It’s every Database Administrator’s nightmare to see your company’s name in the headlines in connection with a high profile data breach. Breaches can happen to businesses of all sizes and across industries. According to the Verizon’s report, 2015 Data Breach Investigations Report, there was an estimated 2,122 confirmed data breaches in 2014 resulting in $400Million in losses. These figures do not count breaches that were not reported or confirmed. In addition, breaches can go undetected for months or years before an organization is aware of the issue. A 2013 Trustware survey of 450 breaches and thousands of penetration tests and scans revealed that the average time between initial breach and detection was 210 days; that’ up from 90 days in 2010. The delay in discovering a breach further exacerbates the problem.
The average cost to an organization for a lost or stolen record has steadily increased in the last two years from $188 to $201. We are a long way from the days where the lone hacker committing one-off attacks. According to a recent Ponemon Institute Survey, 84% of Financial Services and 44% of Retail firms are experiencing more than 50 attacks per month. Juniper Research estimated that the annual cost incurred from malicious attacks and breaches worldwide will reach $2Trillion by 2019 and that US will account for 80-90% of that figure.
Given the nature and the high frequency of these attacks and changing dynamics in IT where IT doesn’t always own/control consumption or delivery side of technology (as evident in initiatives like Bring Your Own Device and cloud services), a new model of information security is needed. There is a need to shift strategy from a pure bottom-up approach of controlling device and environment to a top-down information and process centric approach to protect information.
This requires employing active monitoring and collaboration across different IT and business functions in an enterprise to protect information assets, build strong detection methods and to develop an incident response plan and team to re-mediate the issue in a timely fashion. (Gartner – Prevention is Futile in 2020: Protect Information via Pervasive Monitoring and Collective Intelligence). There is a strong case for active monitoring/ pervasive monitoring to proactively evaluate and track who is doing what, when, where and how with sensitive data and alerting the right team to investigate further and take necessary action. In addition, a monitoring tool will not only allow you to monitor and create alerts but also to collaborate with different types of users.
Here in the PM group at Idera, we are closely watching these trends as we develop the roadmap for SQL Compliance Manager and SQL Secure. Do you have anything you like to share with us? Let us know in the product forums!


**EXERCISE DESCRIPTION**
Each record, minus any picture, should be returned exactly as written.

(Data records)
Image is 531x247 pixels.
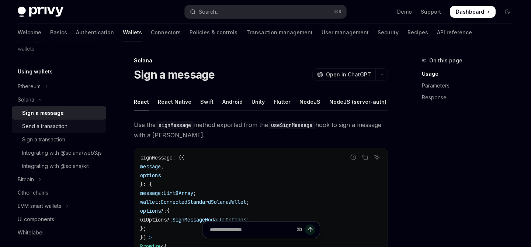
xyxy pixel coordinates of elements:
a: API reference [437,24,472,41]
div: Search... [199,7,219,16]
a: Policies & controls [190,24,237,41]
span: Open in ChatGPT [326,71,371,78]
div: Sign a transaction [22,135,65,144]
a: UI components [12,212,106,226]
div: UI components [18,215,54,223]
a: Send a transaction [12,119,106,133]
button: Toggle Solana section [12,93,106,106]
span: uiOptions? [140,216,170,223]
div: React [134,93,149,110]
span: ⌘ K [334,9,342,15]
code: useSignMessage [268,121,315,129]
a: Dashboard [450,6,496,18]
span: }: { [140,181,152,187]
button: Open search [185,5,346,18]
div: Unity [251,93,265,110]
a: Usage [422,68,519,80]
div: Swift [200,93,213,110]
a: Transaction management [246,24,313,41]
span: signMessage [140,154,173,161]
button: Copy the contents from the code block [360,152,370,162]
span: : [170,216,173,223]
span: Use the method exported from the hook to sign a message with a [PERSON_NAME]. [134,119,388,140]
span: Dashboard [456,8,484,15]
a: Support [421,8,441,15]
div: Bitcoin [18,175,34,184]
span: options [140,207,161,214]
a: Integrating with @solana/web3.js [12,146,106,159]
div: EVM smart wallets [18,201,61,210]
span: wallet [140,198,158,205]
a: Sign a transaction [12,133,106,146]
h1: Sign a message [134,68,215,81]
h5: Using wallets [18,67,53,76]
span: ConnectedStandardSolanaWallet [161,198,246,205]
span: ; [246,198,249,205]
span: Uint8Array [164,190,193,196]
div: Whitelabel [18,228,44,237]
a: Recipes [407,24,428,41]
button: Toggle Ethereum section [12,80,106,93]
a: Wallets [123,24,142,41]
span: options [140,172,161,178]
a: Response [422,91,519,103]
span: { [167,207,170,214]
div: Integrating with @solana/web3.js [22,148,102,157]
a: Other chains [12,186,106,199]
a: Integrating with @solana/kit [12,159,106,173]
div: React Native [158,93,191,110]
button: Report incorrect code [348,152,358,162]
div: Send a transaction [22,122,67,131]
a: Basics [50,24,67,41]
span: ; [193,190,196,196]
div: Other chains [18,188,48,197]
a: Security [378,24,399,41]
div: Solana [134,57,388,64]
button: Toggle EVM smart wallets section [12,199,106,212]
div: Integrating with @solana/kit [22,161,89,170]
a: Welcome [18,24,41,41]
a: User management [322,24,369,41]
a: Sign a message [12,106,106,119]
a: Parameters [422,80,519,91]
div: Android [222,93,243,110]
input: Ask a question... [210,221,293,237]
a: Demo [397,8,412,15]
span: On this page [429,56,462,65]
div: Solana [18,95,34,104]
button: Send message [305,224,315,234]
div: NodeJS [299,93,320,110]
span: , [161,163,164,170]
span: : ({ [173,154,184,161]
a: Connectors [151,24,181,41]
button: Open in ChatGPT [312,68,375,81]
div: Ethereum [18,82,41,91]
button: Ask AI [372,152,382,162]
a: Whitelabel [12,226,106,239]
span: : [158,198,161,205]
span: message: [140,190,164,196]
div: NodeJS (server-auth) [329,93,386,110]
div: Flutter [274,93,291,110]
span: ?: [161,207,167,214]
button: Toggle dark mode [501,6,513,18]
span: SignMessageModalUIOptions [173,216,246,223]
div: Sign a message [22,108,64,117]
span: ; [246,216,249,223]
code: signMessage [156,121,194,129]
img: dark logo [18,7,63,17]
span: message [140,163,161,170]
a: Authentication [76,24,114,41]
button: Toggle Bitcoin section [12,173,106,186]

**RESPONSE BOX**
Image is 531x247 pixels.
xyxy pixel coordinates of elements:
a: API reference [437,24,472,41]
div: Search... [199,7,219,16]
a: Policies & controls [190,24,237,41]
span: Open in ChatGPT [326,71,371,78]
div: Sign a transaction [22,135,65,144]
a: UI components [12,212,106,226]
div: UI components [18,215,54,223]
a: Send a transaction [12,119,106,133]
button: Toggle Solana section [12,93,106,106]
span: uiOptions? [140,216,170,223]
div: React [134,93,149,110]
span: ⌘ K [334,9,342,15]
code: useSignMessage [268,121,315,129]
a: Dashboard [450,6,496,18]
span: }: { [140,181,152,187]
button: Open search [185,5,346,18]
div: Unity [251,93,265,110]
a: Usage [422,68,519,80]
div: Swift [200,93,213,110]
a: Transaction management [246,24,313,41]
span: signMessage [140,154,173,161]
button: Copy the contents from the code block [360,152,370,162]
span: : [170,216,173,223]
span: Use the method exported from the hook to sign a message with a [PERSON_NAME]. [134,119,388,140]
span: Dashboard [456,8,484,15]
a: Support [421,8,441,15]
div: Bitcoin [18,175,34,184]
span: options [140,207,161,214]
a: Integrating with @solana/web3.js [12,146,106,159]
div: EVM smart wallets [18,201,61,210]
span: wallet [140,198,158,205]
a: Sign a transaction [12,133,106,146]
h1: Sign a message [134,68,215,81]
h5: Using wallets [18,67,53,76]
span: ConnectedStandardSolanaWallet [161,198,246,205]
span: ; [246,198,249,205]
span: Uint8Array [164,190,193,196]
div: Whitelabel [18,228,44,237]
a: Recipes [407,24,428,41]
button: Toggle Ethereum section [12,80,106,93]
a: Wallets [123,24,142,41]
span: options [140,172,161,178]
a: Response [422,91,519,103]
span: { [167,207,170,214]
div: Integrating with @solana/web3.js [22,148,102,157]
a: Other chains [12,186,106,199]
a: Integrating with @solana/kit [12,159,106,173]
div: React Native [158,93,191,110]
button: Report incorrect code [348,152,358,162]
div: Send a transaction [22,122,67,131]
a: Basics [50,24,67,41]
span: ; [193,190,196,196]
div: Other chains [18,188,48,197]
a: Security [378,24,399,41]
div: Solana [134,57,388,64]
button: Toggle EVM smart wallets section [12,199,106,212]
div: Integrating with @solana/kit [22,161,89,170]
a: Welcome [18,24,41,41]
a: User management [322,24,369,41]
a: Sign a message [12,106,106,119]
a: Parameters [422,80,519,91]
div: Android [222,93,243,110]
input: Ask a question... [210,221,293,237]
a: Demo [397,8,412,15]
span: On this page [429,56,462,65]
div: Solana [18,95,34,104]
button: Send message [305,224,315,234]
div: NodeJS [299,93,320,110]
span: , [161,163,164,170]
span: : ({ [173,154,184,161]
a: Connectors [151,24,181,41]
button: Open in ChatGPT [312,68,375,81]
div: Ethereum [18,82,41,91]
button: Ask AI [372,152,382,162]
a: Whitelabel [12,226,106,239]
span: : [158,198,161,205]
span: message: [140,190,164,196]
div: NodeJS (server-auth) [329,93,386,110]
div: Flutter [274,93,291,110]
span: ?: [161,207,167,214]
button: Toggle dark mode [501,6,513,18]
span: SignMessageModalUIOptions [173,216,246,223]
div: Sign a message [22,108,64,117]
span: ; [246,216,249,223]
code: signMessage [156,121,194,129]
img: dark logo [18,7,63,17]
span: message [140,163,161,170]
a: Authentication [76,24,114,41]
button: Toggle Bitcoin section [12,173,106,186]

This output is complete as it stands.